The team discovered that the LiveJournal label “drunk” becomes increasingly popular each weekend. And around Valentine’s Day, “there is spike in the numbers of bloggers who use the labels ‘loved’ or ‘flirty’, but also an increase in the number who report feeling ‘lonely’.”

It gets better.

The team also noticed that on the weekend of the publication of the most recent Harry Potter book, bloggers used “words like ‘Harry’, ‘Potter’, ‘shop’ and ‘book’,” PhD student Gilad Mishne reveals.

This work really should put the Nobel Prize Committee on Red Alert. Alongside the existing scientific prizes for Chemistry, Physics and Physiology and Medicine, the Laureate Committee should design a new category for the “Bleeding Obvious”, or the “Dying Ridiculous”.

More seriously, let’s look at what this episode teaches us.

Two things are immediately obvious: Mishne’s study was considered worthy of academic funding, and it was considered worthy of an article in a popular science magazine.

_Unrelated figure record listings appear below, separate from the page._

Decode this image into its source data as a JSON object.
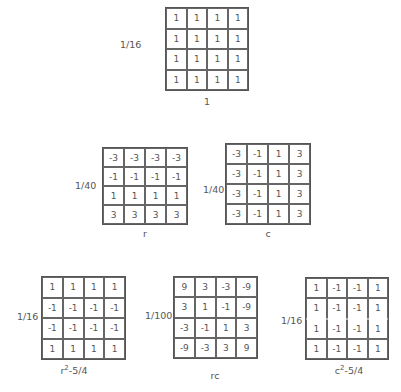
{
  "figure": {
    "matrices": [
      {
        "id": "constant",
        "scale": "1/16",
        "label": "1",
        "cells": [
          [
            "1",
            "1",
            "1",
            "1"
          ],
          [
            "1",
            "1",
            "1",
            "1"
          ],
          [
            "1",
            "1",
            "1",
            "1"
          ],
          [
            "1",
            "1",
            "1",
            "1"
          ]
        ]
      },
      {
        "id": "r",
        "scale": "1/40",
        "label": "r",
        "cells": [
          [
            "-3",
            "-3",
            "-3",
            "-3"
          ],
          [
            "-1",
            "-1",
            "-1",
            "-1"
          ],
          [
            "1",
            "1",
            "1",
            "1"
          ],
          [
            "3",
            "3",
            "3",
            "3"
          ]
        ]
      },
      {
        "id": "c",
        "scale": "1/40",
        "label": "c",
        "cells": [
          [
            "-3",
            "-1",
            "1",
            "3"
          ],
          [
            "-3",
            "-1",
            "1",
            "3"
          ],
          [
            "-3",
            "-1",
            "1",
            "3"
          ],
          [
            "-3",
            "-1",
            "1",
            "3"
          ]
        ]
      },
      {
        "id": "r2",
        "scale": "1/16",
        "label_base": "r",
        "label_sup": "2",
        "label_rest": "-5/4",
        "cells": [
          [
            "1",
            "1",
            "1",
            "1"
          ],
          [
            "-1",
            "-1",
            "-1",
            "-1"
          ],
          [
            "-1",
            "-1",
            "-1",
            "-1"
          ],
          [
            "1",
            "1",
            "1",
            "1"
          ]
        ]
      },
      {
        "id": "rc",
        "scale": "1/100",
        "label": "rc",
        "cells": [
          [
            "9",
            "3",
            "-3",
            "-9"
          ],
          [
            "3",
            "1",
            "-1",
            "-9"
          ],
          [
            "-3",
            "-1",
            "1",
            "3"
          ],
          [
            "-9",
            "-3",
            "3",
            "9"
          ]
        ]
      },
      {
        "id": "c2",
        "scale": "1/16",
        "label_base": "c",
        "label_sup": "2",
        "label_rest": "-5/4",
        "cells": [
          [
            "1",
            "-1",
            "-1",
            "1"
          ],
          [
            "1",
            "-1",
            "-1",
            "1"
          ],
          [
            "1",
            "-1",
            "-1",
            "1"
          ],
          [
            "1",
            "-1",
            "-1",
            "1"
          ]
        ]
      }
    ]
  }
}
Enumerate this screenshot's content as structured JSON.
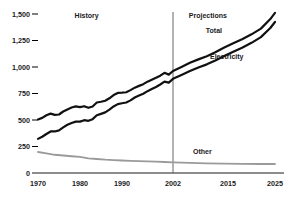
{
  "chart_data": {
    "type": "line",
    "title": "",
    "subtitle": "",
    "xlabel": "",
    "ylabel": "",
    "grid": false,
    "legend_position": "inline-annotations",
    "xlim": [
      1970,
      2025
    ],
    "ylim": [
      0,
      1500
    ],
    "yticks": [
      0,
      250,
      500,
      750,
      1000,
      1250,
      1500
    ],
    "ytick_labels": [
      "0",
      "250",
      "500",
      "750",
      "1,000",
      "1,250",
      "1,500"
    ],
    "xticks": [
      1970,
      1980,
      1990,
      2002,
      2015,
      2025
    ],
    "xtick_labels": [
      "1970",
      "1980",
      "1990",
      "2002",
      "2015",
      "2025"
    ],
    "annotations": [
      {
        "name": "history-label",
        "text": "History",
        "x": 1983,
        "y": 1480
      },
      {
        "name": "projections-label",
        "text": "Projections",
        "x": 2010,
        "y": 1480
      },
      {
        "name": "total-label",
        "text": "Total",
        "x": 2014,
        "y": 1340
      },
      {
        "name": "electricity-label",
        "text": "Electricity",
        "x": 2015,
        "y": 1090
      },
      {
        "name": "other-label",
        "text": "Other",
        "x": 2011,
        "y": 200
      }
    ],
    "divider": {
      "name": "history-projection-divider",
      "x": 2002
    },
    "series": [
      {
        "name": "Total",
        "color": "#111111",
        "x": [
          1970,
          1971,
          1972,
          1973,
          1974,
          1975,
          1976,
          1977,
          1978,
          1979,
          1980,
          1981,
          1982,
          1983,
          1984,
          1985,
          1986,
          1987,
          1988,
          1989,
          1990,
          1991,
          1992,
          1993,
          1994,
          1995,
          1996,
          1997,
          1998,
          1999,
          2000,
          2001,
          2002,
          2004,
          2006,
          2008,
          2010,
          2012,
          2014,
          2016,
          2018,
          2020,
          2022,
          2024,
          2025
        ],
        "values": [
          505,
          520,
          545,
          560,
          548,
          552,
          580,
          600,
          618,
          628,
          622,
          630,
          615,
          628,
          665,
          672,
          682,
          705,
          735,
          755,
          758,
          762,
          782,
          805,
          822,
          838,
          862,
          880,
          898,
          918,
          945,
          928,
          962,
          1000,
          1040,
          1072,
          1102,
          1140,
          1182,
          1222,
          1262,
          1308,
          1362,
          1452,
          1510
        ]
      },
      {
        "name": "Electricity",
        "color": "#111111",
        "x": [
          1970,
          1971,
          1972,
          1973,
          1974,
          1975,
          1976,
          1977,
          1978,
          1979,
          1980,
          1981,
          1982,
          1983,
          1984,
          1985,
          1986,
          1987,
          1988,
          1989,
          1990,
          1991,
          1992,
          1993,
          1994,
          1995,
          1996,
          1997,
          1998,
          1999,
          2000,
          2001,
          2002,
          2004,
          2006,
          2008,
          2010,
          2012,
          2014,
          2016,
          2018,
          2020,
          2022,
          2024,
          2025
        ],
        "values": [
          322,
          342,
          368,
          392,
          392,
          402,
          430,
          455,
          472,
          485,
          485,
          498,
          492,
          508,
          545,
          558,
          572,
          598,
          628,
          650,
          658,
          665,
          685,
          712,
          730,
          748,
          772,
          792,
          812,
          835,
          862,
          852,
          888,
          925,
          962,
          995,
          1025,
          1062,
          1102,
          1142,
          1182,
          1228,
          1282,
          1368,
          1425
        ]
      },
      {
        "name": "Other",
        "color": "#9a9a9a",
        "x": [
          1970,
          1972,
          1974,
          1976,
          1978,
          1980,
          1982,
          1984,
          1986,
          1988,
          1990,
          1992,
          1994,
          1996,
          1998,
          2000,
          2002,
          2006,
          2010,
          2014,
          2018,
          2022,
          2025
        ],
        "values": [
          198,
          185,
          172,
          165,
          158,
          152,
          138,
          132,
          126,
          122,
          118,
          115,
          112,
          110,
          108,
          104,
          100,
          95,
          90,
          88,
          86,
          85,
          85
        ]
      }
    ]
  }
}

The study doesn’t tell us anything we didn’t know before: unless you’re surprised by the revelation that people get more drunk at weekends, or people talk about Harry Potter books more when a new Harry Potter book goes on sale. The study is really considered funding-worthy and newsworthy because of what’s unsaid – the implication that the aggregation of internet chatter will reveal some new epistemological truth.